Emily chased after him into the hallway. She grabbed his arm and tried to pull him back. “Sean, no! We have to leave! It’s the only way!”

“Emily, stop!”

“We can’t let them take us!” she shrieked, tugging at him, desperate to pull him back.

“Get off of me!”

He pushed her angrily, hard enough to make her let go of his arm, hard enough to make her fall. She stared up at him from the floor, tears streaming down her face. Up and down the hallway, students came out of their rooms to see what was happening.

“I don’t know what’s gotten into you, but you’re acting crazy!” Sean noticed the other students watching and put up his hands. “You know what? I just can’t deal with this right now.” He walked away.

“Sean!” she screamed after him. “Sean, promise me you won’t go to Professor Vaughan’s office tomorrow! Promise me!”

He didn’t turn around. She collapsed against the wall, sobbing. She could feel the other students staring, but she didn’t care. She’d failed again. Sean would still report to Vaughan’s office in the morning. He would still wind up on that surgical table.

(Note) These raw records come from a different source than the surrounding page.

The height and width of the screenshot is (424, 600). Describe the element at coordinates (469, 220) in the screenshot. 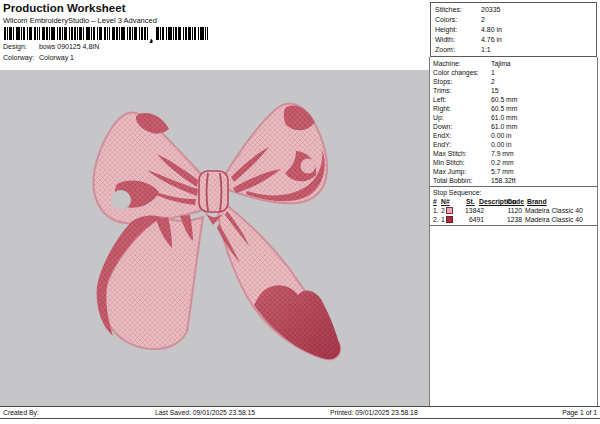

I see `row-stitches: 6491` at that location.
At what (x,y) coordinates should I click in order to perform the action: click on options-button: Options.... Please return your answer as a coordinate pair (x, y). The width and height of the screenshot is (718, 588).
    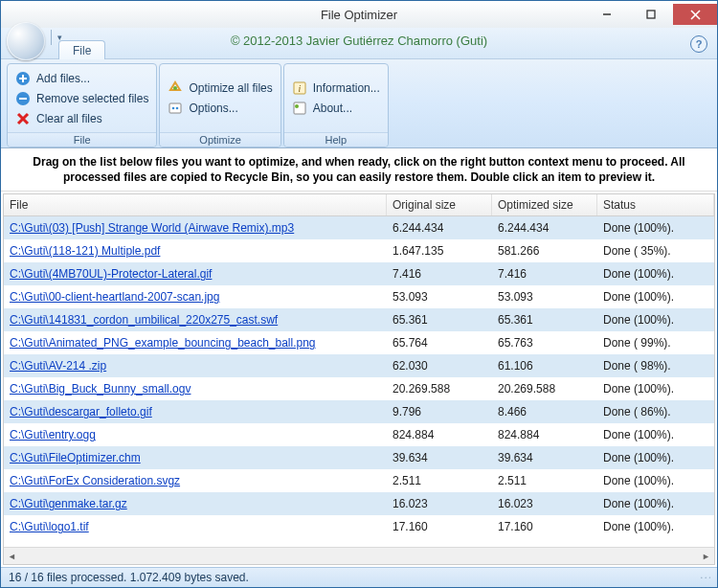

She couldn’t save him, but maybe she could still save herself. She grabbed her car keys and ran to the student parking lot. Half the lamps were out, leaving wide, dark pools of shadow across the lot. She glanced nervously at Professor Vaughan’s stone cottage, but no lights came through the windows. He wasn’t there. She hit the unlock button on the key fob, and her car gave a comforting chirp. Just as she reached for the driver’s side door, someone grabbed her from behind, putting a hand over her mouth to stifle her scream, and pushed her against the car so she couldn’t turn around.

Professor Vaughan’s voice hissed in her ear, “That was some stunt you pulled in class today, Miss Bannerman. But I promise you, whatever you think you know, the truth is far more extraordinary than you can imagine.” She struggled as she felt a hypodermic needle pierce her neck. “Stop fighting, I’m doing you a favor. You have no idea what a unique opportunity I’m giving you. To see an alien world. Experience an alien culture. You should be thanking me.”

It’s bad enough I’m a victim of Professor Vaughan’s obsession and an unwilling subject of the Mi-Go’s studies, but to be given the power to change the past and still not save myself from this fate is maddening. It’s as though every choice I make brings me to the same end. Every path leads to the Mi-Go. What’s the point of being given a second chance if nothing changes?

I miss Sean, whose cylinder is being kept somewhere else. Occasionally, I hear the mechanical voices of other brains speaking in other rooms and wonder if one of them is him. I haven’t spoken to him or heard his voice — his real voice — since we were last together at Middlewood.

I wish I’d never gone through that damn anomaly. I wish I’d never been tormented with this useless ability to reshape the past.

Maybe that, at least, is something I can change for the better. One last time, I reach through the white.

She didn’t have a plan. She couldn’t stop the Mi-Go who carried her brain cylinder from flying through the anomaly. But if she tried hard enough, could she reject the splintering of her mind? If she were prepared for it, could she force her consciousness not to scatter back through her timeline?